Surface Water

A cross section through the Front Range northwest of Denver shows the redistribution and use of western slope water in eastern Colorado through the Colorado-Big Thompson Project. This project has cost about $160,000,000, but it is repaying the investment many times over by providing electric power and increasing farm production.

Moisture carried by prevailing westerly or northwesterly winds falls primarily on Colorado’s western slope, although at some times of year precipitation may come from the northeast or southeast. West of the continental divide, where population is sparse, there is a surplus of water. East of the divide, where more than 90 per cent of the population lives, water is in desperately short supply.

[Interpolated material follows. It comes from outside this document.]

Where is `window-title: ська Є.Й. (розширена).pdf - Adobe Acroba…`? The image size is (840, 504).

The high and largely unpopulated Mountain Province receives by far the greatest proportion of precipitation, while agricultural areas of the Prairie and [Plateau] Provinces receive much less. Needless to say, the major problem involving water in Colorado is how to move it from areas where it is abundant to areas where it is needed.

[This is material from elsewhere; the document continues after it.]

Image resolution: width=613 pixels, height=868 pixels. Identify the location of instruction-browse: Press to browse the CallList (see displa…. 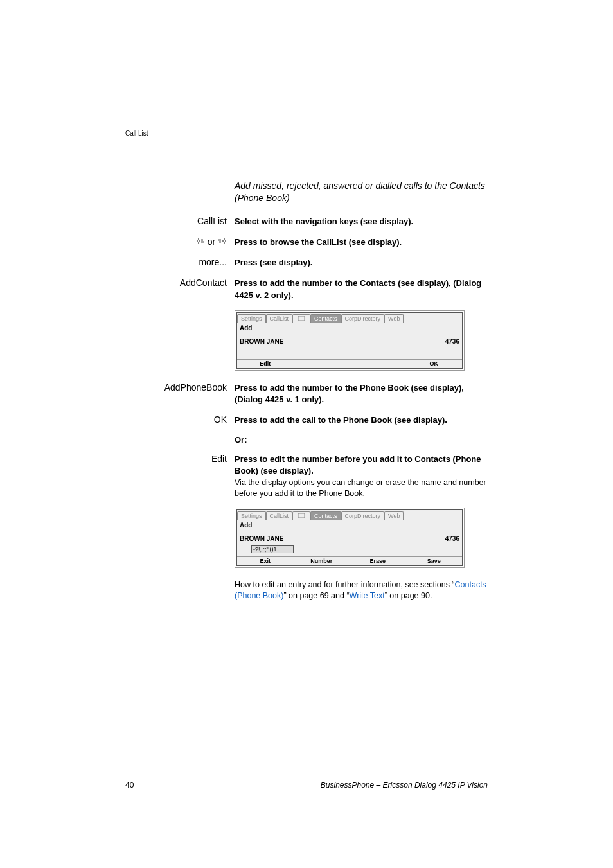
(361, 242).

In many parts of the state, complex water laws and complicated irrigation canals and water systems were developed soon after the area became settled. Gradually but inevitably, water resources have been transferred from the western slope to the eastern. However, such transfer must be undertaken with due regard for the rights of downstream users, notably California, Arizona, and New Mexico.

One of the largest water movement schemes in the state is the Colorado-Big Thompson Project. Water that otherwise would flow into the Colorado River is piped from Grand Lake through the Alva B. Adams tunnel under the high mountains of Rocky Mountain National Park, and into the Big Thompson drainage near Estes Park. It then travels through a series of reservoirs and tunnels into the South Platte River basin, where it is used for irrigation and household water. The water is pumped up the western gradient of this system by electric power produced as it flows down the eastern slope. Surplus electric power serves the Colorado-Wyoming area.

Another large project is the Denver Water Board’s Dillon Reservoir Project, in which western slope water collected at Dillon is pumped twenty-three miles under the continental divide through the Harold D. Roberts tunnel to the North Fork of the South Platte River for use by the city of Denver. The exit point of this tunnel can be seen a few miles west of Grant along U. S. highway 285. This project is continuously growing as Denver’s water needs mount.

In each of these projects, engineering geologists played a prominent part in locating dams and tunnels that would not leak or fail, and that could collect and transport a maximum amount of water during the high-runoff spring season for distribution through the rest of the year. Fortunately for geologists, the tunnels and bores necessary to the projects allowed them to learn a great deal about the structure of the interior of the high mountains, and helped to improve their interpretation of earth history in this most interesting region.

The necessity for storing irrigation water along the eastern mountain front has led to the creation of hundreds of new lakes in the region. Although water levels vary with the season, many of the lakes provide opportunities for water sports and recreation for the burgeoning inland population.

Two large dams have recently been built in western Colorado for another purpose: to control the flow of water in the Colorado River drainage basin. Electric power for western Colorado also comes from these dams. One of the dams is on the Gunnison River at Curecanti, upstream from the Black Canyon of the Gunnison National Monument, and the other is on the Frying Pan River near Ruedi. The latter was completed over the objections of geologists, who believed that the extensive gypsum deposits underlying the damsite would cause its failure. Cement pumped deep into the rocks in the vicinity has so far prevented serious rupture.

There is strong resistance by conservation groups to the construction of more dams on Colorado River drainage, primarily because the Colorado and its tributaries pass through many irreplaceable canyons, some of them parts of National Parks and Monuments, that are very much a part of our western heritage.